Saturday, February 07, 2009

Underworld Cinema: The Life and Work of J.X. Williams


"Peep Show"

J.X. Williams: Wrapped in an Enigma. If the filmmaker J. X. Williams didn’t exist, someone would have had to invent him..
An exploitation filmmaker with a storied past, Williams is credited as director of the 1965 documentary “Peep Show” - a kind of spiritual vortex of sub rosa Americana surrounding the Kennedy assassination.
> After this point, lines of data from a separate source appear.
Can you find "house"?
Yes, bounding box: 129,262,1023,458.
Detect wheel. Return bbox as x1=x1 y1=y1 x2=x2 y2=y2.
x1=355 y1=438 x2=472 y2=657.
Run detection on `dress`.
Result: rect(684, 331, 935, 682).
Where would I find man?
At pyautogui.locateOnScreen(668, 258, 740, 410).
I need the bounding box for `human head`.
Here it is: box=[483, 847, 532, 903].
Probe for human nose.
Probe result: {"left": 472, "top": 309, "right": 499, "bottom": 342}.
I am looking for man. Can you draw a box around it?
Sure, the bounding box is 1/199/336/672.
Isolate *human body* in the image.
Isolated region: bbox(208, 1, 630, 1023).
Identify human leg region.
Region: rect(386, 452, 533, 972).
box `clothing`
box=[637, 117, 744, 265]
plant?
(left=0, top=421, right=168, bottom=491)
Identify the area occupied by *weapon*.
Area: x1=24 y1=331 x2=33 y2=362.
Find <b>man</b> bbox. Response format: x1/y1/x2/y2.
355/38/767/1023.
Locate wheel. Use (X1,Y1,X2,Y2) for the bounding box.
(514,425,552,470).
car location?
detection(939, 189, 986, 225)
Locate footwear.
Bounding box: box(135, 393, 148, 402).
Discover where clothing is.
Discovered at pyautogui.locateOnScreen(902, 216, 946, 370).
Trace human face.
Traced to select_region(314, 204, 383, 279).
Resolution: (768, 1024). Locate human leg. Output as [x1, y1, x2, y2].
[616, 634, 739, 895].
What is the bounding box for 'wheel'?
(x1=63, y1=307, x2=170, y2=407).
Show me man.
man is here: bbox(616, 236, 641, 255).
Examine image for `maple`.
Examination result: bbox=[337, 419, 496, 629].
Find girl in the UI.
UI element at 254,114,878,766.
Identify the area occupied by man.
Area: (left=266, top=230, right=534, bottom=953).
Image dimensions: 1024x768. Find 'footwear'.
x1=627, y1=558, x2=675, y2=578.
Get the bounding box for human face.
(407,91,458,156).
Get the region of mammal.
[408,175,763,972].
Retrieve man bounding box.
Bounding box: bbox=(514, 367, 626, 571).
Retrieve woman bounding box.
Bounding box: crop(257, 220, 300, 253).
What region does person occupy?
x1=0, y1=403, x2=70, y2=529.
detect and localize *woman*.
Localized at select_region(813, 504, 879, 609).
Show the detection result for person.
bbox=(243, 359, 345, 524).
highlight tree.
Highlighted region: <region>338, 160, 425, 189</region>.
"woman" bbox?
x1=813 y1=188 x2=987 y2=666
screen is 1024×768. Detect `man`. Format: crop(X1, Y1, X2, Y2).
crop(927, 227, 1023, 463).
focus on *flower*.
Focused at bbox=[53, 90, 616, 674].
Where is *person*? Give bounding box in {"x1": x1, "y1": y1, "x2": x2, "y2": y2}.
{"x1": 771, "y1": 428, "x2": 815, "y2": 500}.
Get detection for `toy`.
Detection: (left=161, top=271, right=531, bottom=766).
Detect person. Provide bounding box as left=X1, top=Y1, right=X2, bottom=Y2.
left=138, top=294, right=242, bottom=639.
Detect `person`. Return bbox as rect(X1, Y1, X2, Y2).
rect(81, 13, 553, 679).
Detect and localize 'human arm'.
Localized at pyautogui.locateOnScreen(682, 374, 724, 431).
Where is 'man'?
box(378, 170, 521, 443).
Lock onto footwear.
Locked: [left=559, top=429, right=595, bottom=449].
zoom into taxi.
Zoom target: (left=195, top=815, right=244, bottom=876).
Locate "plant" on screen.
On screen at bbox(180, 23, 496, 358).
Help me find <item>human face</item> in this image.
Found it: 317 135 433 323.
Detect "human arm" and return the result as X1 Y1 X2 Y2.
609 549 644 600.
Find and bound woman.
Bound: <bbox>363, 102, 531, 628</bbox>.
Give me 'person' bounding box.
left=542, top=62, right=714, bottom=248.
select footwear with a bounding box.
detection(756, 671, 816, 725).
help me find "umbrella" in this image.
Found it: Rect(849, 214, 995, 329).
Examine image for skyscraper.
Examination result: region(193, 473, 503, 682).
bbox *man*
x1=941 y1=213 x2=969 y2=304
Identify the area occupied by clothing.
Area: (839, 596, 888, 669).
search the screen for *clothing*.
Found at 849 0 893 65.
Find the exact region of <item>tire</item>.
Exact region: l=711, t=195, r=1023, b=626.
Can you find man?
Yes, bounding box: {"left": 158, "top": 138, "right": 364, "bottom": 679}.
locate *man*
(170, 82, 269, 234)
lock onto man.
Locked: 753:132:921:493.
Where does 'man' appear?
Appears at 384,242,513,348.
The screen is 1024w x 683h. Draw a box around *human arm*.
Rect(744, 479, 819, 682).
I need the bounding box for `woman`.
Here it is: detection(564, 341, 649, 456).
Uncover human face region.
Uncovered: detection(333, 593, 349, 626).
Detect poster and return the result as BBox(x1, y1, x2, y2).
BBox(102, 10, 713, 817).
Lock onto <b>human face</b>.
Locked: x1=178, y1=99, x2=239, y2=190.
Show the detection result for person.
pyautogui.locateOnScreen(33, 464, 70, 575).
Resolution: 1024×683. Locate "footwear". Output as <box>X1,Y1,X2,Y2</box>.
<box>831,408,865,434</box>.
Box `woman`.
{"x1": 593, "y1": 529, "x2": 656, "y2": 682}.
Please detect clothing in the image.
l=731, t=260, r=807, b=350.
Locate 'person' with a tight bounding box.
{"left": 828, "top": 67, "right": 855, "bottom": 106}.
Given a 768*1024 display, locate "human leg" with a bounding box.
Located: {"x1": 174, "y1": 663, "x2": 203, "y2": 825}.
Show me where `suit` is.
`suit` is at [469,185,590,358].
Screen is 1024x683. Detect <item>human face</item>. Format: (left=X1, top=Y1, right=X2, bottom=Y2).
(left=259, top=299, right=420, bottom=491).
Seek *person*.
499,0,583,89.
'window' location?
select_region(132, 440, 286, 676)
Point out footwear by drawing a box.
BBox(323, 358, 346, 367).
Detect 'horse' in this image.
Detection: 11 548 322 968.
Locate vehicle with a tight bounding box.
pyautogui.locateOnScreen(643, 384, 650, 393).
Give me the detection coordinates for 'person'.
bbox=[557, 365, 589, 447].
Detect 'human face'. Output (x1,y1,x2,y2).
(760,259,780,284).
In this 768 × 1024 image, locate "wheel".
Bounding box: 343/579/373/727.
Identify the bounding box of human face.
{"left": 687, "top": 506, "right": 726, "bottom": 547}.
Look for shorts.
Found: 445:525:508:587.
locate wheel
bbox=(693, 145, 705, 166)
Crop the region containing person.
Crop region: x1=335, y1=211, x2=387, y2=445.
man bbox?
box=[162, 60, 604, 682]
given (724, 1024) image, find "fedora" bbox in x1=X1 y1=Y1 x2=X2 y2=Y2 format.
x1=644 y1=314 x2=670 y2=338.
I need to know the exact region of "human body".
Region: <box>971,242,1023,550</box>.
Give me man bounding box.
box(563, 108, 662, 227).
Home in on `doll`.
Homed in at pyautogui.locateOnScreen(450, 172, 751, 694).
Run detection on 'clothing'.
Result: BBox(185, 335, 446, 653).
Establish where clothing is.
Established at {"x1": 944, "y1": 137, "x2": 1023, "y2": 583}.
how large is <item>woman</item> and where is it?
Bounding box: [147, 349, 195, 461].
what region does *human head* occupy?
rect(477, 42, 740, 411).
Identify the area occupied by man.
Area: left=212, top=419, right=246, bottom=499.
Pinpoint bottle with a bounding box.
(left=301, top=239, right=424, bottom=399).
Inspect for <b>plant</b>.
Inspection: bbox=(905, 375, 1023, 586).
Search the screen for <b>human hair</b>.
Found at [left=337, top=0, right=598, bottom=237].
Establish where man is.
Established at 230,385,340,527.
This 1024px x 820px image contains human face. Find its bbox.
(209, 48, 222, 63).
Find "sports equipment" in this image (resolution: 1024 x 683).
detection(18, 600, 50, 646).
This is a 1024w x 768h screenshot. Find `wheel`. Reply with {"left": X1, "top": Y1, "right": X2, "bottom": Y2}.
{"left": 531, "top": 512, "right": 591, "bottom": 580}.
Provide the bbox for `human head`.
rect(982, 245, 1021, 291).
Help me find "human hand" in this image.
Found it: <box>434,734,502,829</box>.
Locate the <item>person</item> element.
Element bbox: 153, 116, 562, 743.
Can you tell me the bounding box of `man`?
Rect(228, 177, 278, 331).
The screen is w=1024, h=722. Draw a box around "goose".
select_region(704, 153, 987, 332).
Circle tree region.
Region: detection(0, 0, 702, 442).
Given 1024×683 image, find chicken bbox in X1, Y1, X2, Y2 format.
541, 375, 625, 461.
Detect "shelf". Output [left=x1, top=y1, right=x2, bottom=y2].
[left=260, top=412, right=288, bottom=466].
After supposedly being suppressed for decades, it was recently shown at the Anthology Film Archives in New York, the Film Forum in Los Angeles and a handful of other museum, gallery and festival settings throughout the United States and Europe…


still from "Peep Show"


Shot in stark black-and-white and augmented with copious archival film, “Peep Show” tells a tangled tale of a rigged 1960 election, secret C.I.A. training camps in the Florida outback, sex stings in Mafia hotels and a little-known Mob plot to addict Frank Sinatra to heroin.
Noel Lawrence, who offers his title as curator of the J. X. Williams Archive in San Francisco serves as a kind of one-man advocate for Williams. According to Mr. Lawrence’s spiel, Williams’s résumé reads as a RKO mail-room flunky, closet Communist, abortive House Un-American Activities Committee witness, Mafia gofer, pioneer of mobbed-up stag loops, ghostwriter of some of the blacklist era’s greatest films and incidental avatar of experimental cinema. Williams, as the story goes, has spent the last quarter-century in Zurich in self-imposed exile, leaving Mr. Lawrence to serve as a Robert Maheu figure to his shadowy late-stage Howard Hughes.
(NY Times)


Psych-Burn (1968)

J.X. Williams’ lost masterpiece “The Virgin Sacrifice” (1970)

Tomorrow, Sunday 8th, film curator and archivist Noel Lawrence will share a few of the surviving artifacts of Williams´ tawdry career at the 5th Berlin International Directors Lounge. He also will be previewing excerpts from his forthcoming documentary, "J.X. Williams L.A." which chronicles the misadventures of the mad auteur in Hollywood.